The date was March 24th...and it was snowing. The hospital was 45 minutes away. It was gettin close to midnight as we drove through the dark, but I was hanging on by my fingernails. Contractions were very strong and very close together. I was pre-registered at the hospital, thanks to our LaMaze class, but I still had to sign some papers because it appeared that my baby would be premature. I was taken up to a hospital room while Joe was detained elsewhere. When the nurse in charge checked me, it was determined that I was ready to deliver! I heard the nurse say, "When Mr. McNary gets here, get him suited up." The nurse offhandedly said to me, when I complained about not being ready, "It's always the ones who aren't ready who go the fastest!"

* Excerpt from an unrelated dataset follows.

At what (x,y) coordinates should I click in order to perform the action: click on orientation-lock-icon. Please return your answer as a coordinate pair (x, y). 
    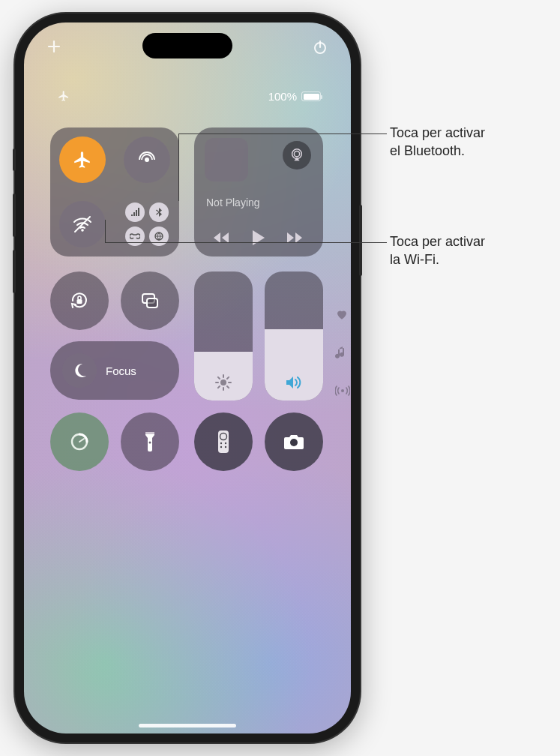
    Looking at the image, I should click on (79, 301).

I was taken to delivery and told to push when I felt the urge. I never felt the urge! With each contraction, I was told to push, and in between contractions, they poked and prodded me. It hurt! At one point, I sucked up instead of bore down. The nurse yelled at me. "Get in control, young lady!" The joke was on her. I was in complete control! I pushed and pushed and pushed, and nothing happened. Finally, the doctor decided to use forcepts to deliver my child. (Just another painful deal.) I heard him say, "Well, here's a hand." Apparently, my child had her head tilted the wrong way for an easy delivery, and one of her hands was in the birth canal.
Although Joe and I had never talked about it, I wasn't averse to having pain meds to relieve delivery pain. Unfortunately, I was too far into labor when I got to the hospital to be offered pain-relieving drugs. Unwittingly, I gave birth without anesthesia. I felt every contraction and every stitch. Suddenly, we had a girl baby! I was totally elated that I had survived childbirth!
Our baby arrived a month ahead of time, yet she weighed 6 pounds, 11 ounces. A keeper! When I went to the recovery room, my legs wouldn't stop shaking. No one told me to expect that.. Then Joe and I had the task of naming our child. Since she was a month early, we hadn't settled on names yet, but the nurse was bugging us for a name. We quickly decided on Megan Elizabeth. Megan Elizabeth McNary seemed so fitting. (Had she been a boy, I'm not sure we could have agreed on a name so readily.)
When I was finally taken to a room, I was so elated that I couldn't sleep! I sent Joe home. He got there in the early hours of the morning, in time to make a pot of cofffee and be there when everyone woke up. Stephanie asked where I was. Joe told her that I was in the hospital and had delivered her sister. She apparently didn't believe him and searched all over the house looking for me!
In the meantime, the hospital nurse delivered my child to me. As she held Megan, she said, "This is a pretty baby. I have seen a lot of babies in this hospital, so I know a pretty baby when I see one...and this is a pretty baby!" I agreed! Megan Elizabeth McNary, born at Ingalls Memorial Hospital in Harvey, IL, on March 25, 1979, became the love of my life. That love has only been usurped by the birth of my grandchildren.
Joe and I did not survive as a couple, but my memories of my daughter's birth will never leave me. Her 33rd birthday approaches. I love you, Megan!